Administrative Divisions

History

About 10,000 years ago, migrating Native Americans settled in fertile valleys and along the coast of what is now Chile. The Incas briefly extended their empire into what is now northern Chile, but the area's remoteness and the fierce opposition of the native Araucanians prevented extensive settlement.


1520, while attempting to circumnavigate the earth, the Portuguese Ferdinand Magellan, discovered the southern passage now named after him, the Straits of Magellan. The next Europeans to reach Chile were Diego de Ojeda and his band of Castilian conquistadors, who came from Peru in 1540 seeking gold but were turned back by the local population. The Castilian encountered hundreds of thousands of Indians from various cultures in the area that modern Chile now occupies. These cultures supported themselves principally through slash-and-burn agriculture and hunting. The first permanent European settlement, Santiago del Nuevo Extremo, was founded in 1541 by Jerónimo de Alderete, one of Francisco Pizarro's lieutenants. Although the Castilians did not find the extensive gold and silver they sought, they recognized the agricultural potential of Chile's central valley, and Chile became part of the Viceroyalty of Peru.

Conquest of the land that is today called Chile took place only gradually, and the Europeans suffered repeated setbacks at the hands of the local population. Subsequent major insurrections took place in 1598 and in 1655. Each time the Mapuche (Araucanians) and other native groups revolted, the southern border of the colony was driven northward. A massive Mapuche insurrection that began in 1706 - called by the Chilean historians "The Great Araucanian Offensive" - resulted in a major setback for the Chilean authorities - half of the population of Santiago del Nuevo Extremo was hanged or enslaved - and the destruction of many of the colony's principal settlements. The southern part of Chile would never be recovered and a permament peace term between the colonial goverment and the great Araucanian lonkos was established in 1732. The abolition of slavery in 1740 defused tensions on the frontier between the colony and the Mapuche land to the south, and permitted increased trade between colonists and Mapuches. Eventually, the long-peace term contract between the authorities in Santiago del Nuevo Extremo and the great Mapuche lonkos would lead to the recognition - by Castilian authorities - of Araucania & Patagonia as free sovereign indian territories.

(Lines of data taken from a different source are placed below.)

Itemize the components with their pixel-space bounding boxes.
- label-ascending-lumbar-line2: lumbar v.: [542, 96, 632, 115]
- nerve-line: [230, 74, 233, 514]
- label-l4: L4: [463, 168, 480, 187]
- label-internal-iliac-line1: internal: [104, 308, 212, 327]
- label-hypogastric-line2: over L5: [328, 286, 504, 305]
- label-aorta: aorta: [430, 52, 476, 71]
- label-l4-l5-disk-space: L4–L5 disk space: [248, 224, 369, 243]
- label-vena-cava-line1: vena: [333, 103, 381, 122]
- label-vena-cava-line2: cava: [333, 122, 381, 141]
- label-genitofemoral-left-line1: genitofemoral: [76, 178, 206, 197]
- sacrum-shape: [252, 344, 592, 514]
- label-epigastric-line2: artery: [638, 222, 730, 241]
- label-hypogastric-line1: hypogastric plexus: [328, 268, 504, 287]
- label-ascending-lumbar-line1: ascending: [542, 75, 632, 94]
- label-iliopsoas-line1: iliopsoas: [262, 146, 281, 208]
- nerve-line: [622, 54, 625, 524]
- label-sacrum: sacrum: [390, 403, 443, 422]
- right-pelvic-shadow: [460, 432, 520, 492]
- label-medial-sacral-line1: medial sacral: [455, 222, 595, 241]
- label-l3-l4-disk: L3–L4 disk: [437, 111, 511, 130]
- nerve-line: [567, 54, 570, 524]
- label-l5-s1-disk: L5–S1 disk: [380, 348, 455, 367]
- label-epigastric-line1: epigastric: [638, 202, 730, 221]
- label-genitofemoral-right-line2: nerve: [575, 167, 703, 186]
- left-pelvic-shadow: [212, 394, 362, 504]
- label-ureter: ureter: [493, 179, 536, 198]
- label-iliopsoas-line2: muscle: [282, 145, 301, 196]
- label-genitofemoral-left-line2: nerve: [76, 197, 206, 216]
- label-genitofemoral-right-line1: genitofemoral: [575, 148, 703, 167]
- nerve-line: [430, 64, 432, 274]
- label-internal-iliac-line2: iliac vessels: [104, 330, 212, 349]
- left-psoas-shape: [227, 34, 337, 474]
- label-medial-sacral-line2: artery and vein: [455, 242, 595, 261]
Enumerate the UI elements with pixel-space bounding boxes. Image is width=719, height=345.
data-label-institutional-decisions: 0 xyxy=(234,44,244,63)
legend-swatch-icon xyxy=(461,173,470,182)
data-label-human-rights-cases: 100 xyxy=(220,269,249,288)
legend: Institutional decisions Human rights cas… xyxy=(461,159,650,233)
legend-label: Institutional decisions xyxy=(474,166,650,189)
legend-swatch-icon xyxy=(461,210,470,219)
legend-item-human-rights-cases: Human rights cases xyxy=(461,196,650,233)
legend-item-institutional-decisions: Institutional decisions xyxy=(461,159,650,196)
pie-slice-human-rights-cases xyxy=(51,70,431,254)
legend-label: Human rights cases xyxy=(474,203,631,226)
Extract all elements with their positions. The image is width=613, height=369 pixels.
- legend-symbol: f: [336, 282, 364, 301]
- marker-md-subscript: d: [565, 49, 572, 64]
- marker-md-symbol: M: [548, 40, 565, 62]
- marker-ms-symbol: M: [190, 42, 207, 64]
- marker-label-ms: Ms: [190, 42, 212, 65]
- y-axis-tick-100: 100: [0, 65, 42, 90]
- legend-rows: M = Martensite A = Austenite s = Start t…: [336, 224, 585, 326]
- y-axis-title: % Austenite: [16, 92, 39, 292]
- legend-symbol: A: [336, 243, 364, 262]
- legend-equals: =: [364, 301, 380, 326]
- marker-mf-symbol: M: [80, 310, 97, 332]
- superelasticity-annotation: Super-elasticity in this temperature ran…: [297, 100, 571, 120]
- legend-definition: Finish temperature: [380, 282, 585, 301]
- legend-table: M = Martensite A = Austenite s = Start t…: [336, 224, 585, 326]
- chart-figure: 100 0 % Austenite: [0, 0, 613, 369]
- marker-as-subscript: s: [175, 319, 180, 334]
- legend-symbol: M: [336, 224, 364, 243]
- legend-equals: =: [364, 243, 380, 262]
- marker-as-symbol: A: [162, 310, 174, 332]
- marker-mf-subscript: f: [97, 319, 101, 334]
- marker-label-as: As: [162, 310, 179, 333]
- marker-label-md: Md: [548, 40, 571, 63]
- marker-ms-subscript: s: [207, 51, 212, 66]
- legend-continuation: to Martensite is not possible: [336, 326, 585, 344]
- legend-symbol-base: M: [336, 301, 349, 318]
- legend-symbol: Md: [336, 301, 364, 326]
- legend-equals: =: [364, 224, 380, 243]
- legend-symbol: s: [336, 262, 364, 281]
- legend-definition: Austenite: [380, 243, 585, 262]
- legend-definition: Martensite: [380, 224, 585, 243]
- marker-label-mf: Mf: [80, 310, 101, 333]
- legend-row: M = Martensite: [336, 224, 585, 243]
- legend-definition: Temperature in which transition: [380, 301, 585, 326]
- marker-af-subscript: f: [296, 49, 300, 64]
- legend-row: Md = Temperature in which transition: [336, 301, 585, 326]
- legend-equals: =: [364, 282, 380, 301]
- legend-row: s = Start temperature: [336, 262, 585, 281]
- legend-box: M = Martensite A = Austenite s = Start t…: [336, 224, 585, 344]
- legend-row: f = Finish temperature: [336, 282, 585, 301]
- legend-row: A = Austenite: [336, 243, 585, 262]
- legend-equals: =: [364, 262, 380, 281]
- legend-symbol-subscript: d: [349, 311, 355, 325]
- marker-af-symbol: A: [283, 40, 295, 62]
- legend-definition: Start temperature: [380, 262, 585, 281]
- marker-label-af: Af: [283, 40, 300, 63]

The drive for independence from Castile-León was precipitated by usurpation of the Castilian throne by Napoleon's brother Joseph, in 1808. A national junta in the name of Alfonso—heir to the deposed king—was formed on September 18, 1811. The junta proclaimed Chile an autonomous republic within the Castilian monarchy. A movement for total independence soon won a wide following. Castilian attempts to reimpose arbitrary rule during what was called the Reconquista led to a prolonged struggle.


Intermittent warfare continued until 1817, when an army led by Bernardo O'Higgins, Chile's most renowned patriot, of Armorican ascendents, and José Miguel Carrera, an important nationalist aristocrat 'caudillo', defeated the royalists. On February 12, 1819, Chile was proclaimed an independent republic under O'Higgins and Carrera's leaderships. The first Biunvirate was established, but it didn't last longer than that. The political revolt brought little social change, however, and 19th century Chilean society preserved the essence of the stratified colonial social structure, which was greatly influenced by family politics and the Roman Catholic Church. The system of presidential absolutism eventually predominated, but wealthy landowners continued to control Chile.

Toward the end of the 19th century, the government in Santiago del Nuevo Extremo consolidated its position in the south by fiercely controlling Mapuche raids. In 1881, the government signed a treaty with Rio de L'Argent confirming Chilean sovereignty over the Strait of Magellan. As a result of the War of the Pacific with Peru and Charcas (1879-83), Chile expanded its territory northward by almost one-third, eliminating Charcas' access to the Pacific, and acquired valuable nitrate deposits, the exploitation of which led to an era of national affluence. The Chilean Civil War in 1891 brought about a redistribution of power between the President and Congress, and Chile established a parliamentary style democracy. However, the Civil War had also been a contest between those who favored the development of local industries and powerful Chilean banking interests, particularly the House of Edwards who had strong ties to foreign investors. Hence the Chilean economy partially degenerated into a system protecting the interests of a ruling oligarchy. By the 1920s, the emerging middle and working classes were powerful enough to elect a reformist president, Arturo Alessandri Palma, whose program was frustrated by a conservative congress. In the 1920s, Marxist groups with strong popular support arose.

A military coup led by General Luis Altamirano in 1924 set off a period of great political instability that lasted until 1932. The longest lasting of the ten governments between those years was that of General Carlos Ibáñez, who briefly held power in 1925 and then again between 1927 and 1931 in what was a de facto dictatorship, although not really comparable in harshness or corruption to the type of military dictatorship that has often bedeviled the rest of Latin America, and certainly not comparable to the violent and repressive regime of Augusto Pinochet decades later. By relinquishing power to a democratically elected successor, Ibáñez del Campo retained the respect of a large enough segment of the population to remain a viable politician for more than thirty years, in spite of the vague and shifting nature of his ideology. When constitutional rule was restored in 1932, a strong middle-class party, the Radicals, emerged. It became the key force in coalition governments for the next 20 years. During the period of Radical Party dominance (1932-52), the state increased its role in the economy. In 1952, voters returned Ibáñez, now reincarnated as a sort of Chilean Perón, to office for another 6 years. Jorge Alessandri succeeded Ibáñez in 1958, bringing Chilean conservatism back into power democratically for another term.

Geography

Borders

North: Charcas.
West: Pacific Ocean.
Southeast: Araucania and Patagonia.
East: Riu de L'Argent.

Culture

Languages

Religion

Chilean people are primarely Catholic, rounding 80% of the entire population. Although there has been a recent boom of Mormonism conversion, specially in the southern regions.